Lilian Anekwe of the medical B2B magazine Pulse, beat the New Statesman’s political editor Martin Bright to be named the Magazine Journalism Awards’ news reporter of the year.
Anekwe impressed the judges with her story in May which revealed massive new Government investment in psychotherapy treatments. The judges said she ‘consistently breaks stories of national importance.’
She said: ‘I was very surprised to win, the competition was really high. For a B2B magazine like ours, it’s great for us to get the recognition.”
Interviewer’s gift
Rachel Cooke of the The Observer Magazine, picked up the award for interviewer of the year. Cooke won in the same category in Press Gazette’s British Press Awards 2006.
In their citation, the judges said Cooke had ‘the interviewer’s great gift of making every subject sound like an old friend’and praised her ‘funny copy about fascinating people”.
‘It’s really nice to win,’Cooke said. ‘I have been working really hard, so it’s great to get something back. You can never win too many things – maybe Roger [Alton, Observer editor] will now give me a rise.”
Vikki Miller, from CMPi’s Building picked up the business reporter award. The judges said Miller ‘knows what matters to her audience, and she can get the stories to prove it”.
She said: ‘It’s great to get the recognition. I didn’t expect to win at all – you never know what to expect.”
Miller’s tip for aspiring business journalists is to ‘write for your audience and give them what they want to read.’She said that more financial training in journalism colleges would help reporters get to grips with business stories.
Ryan Gilbey of the New Statesman won best reviewer for a scathing review of Goodbye Bafana, a film about the life of Nelson Mandela. The judges said in their citation that Gilbey was a reviewer that film-makers should fear. ‘If you’ve made a lousy film, just hope he doesn’t see it,’they said.
In his review, Gilbey said: ‘Mandela is relegated to the sidelines of his own life in this cowardly biopic”.
Gilbey said: ‘I was just amazed.

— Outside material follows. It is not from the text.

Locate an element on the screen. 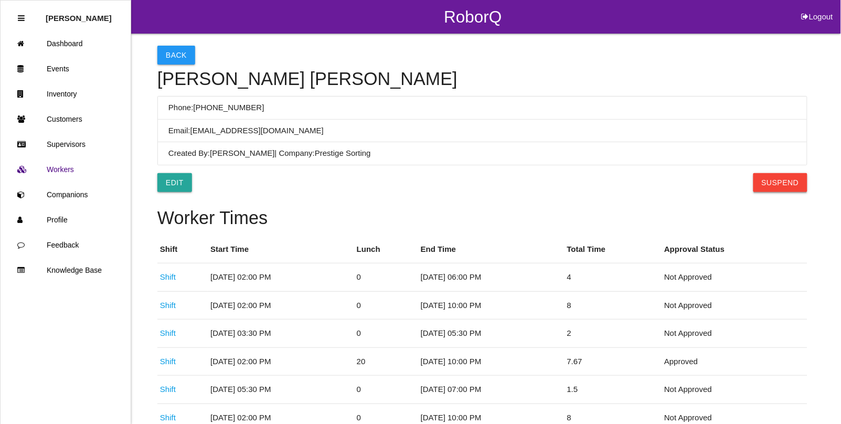 The height and width of the screenshot is (424, 841). a: Edit is located at coordinates (175, 183).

It was great for my mum, who really wanted me to win. The film lacked passion. You have to really like film to do this job and that’s why it was so bad. It did everything wrong, which is why it was quite easy to write about.”
Piers and Kate Moss
Former editor of the Daily Mirror and News of the World Piers Morgan won the prize for best columnist for his celebrity and showbiz column in The Mail on Sunday‘s Live magazine, though he was not there in person to pick up the award.
The judges especially enjoyed Morgan’s depiction of supermodel Kate Moss, whom he portrayed as a ‘stroppy, pinch-faced little coke-snorter from Croydon”.
Radio Times won in the best subbing team category, with judges describing it as a ‘staggeringly difficult’magazine to make. The judges said that the Radio Times team ‘works at the pace of a daily, but with the quality of a monthly publication”.
The journalism awards were judged by PMA Training director Keith Elliott, director of the Society of Editors Bob Satchwell, editor-in-chief of Cedar Publishing Lori Miles and publishing consultant Richard Davies.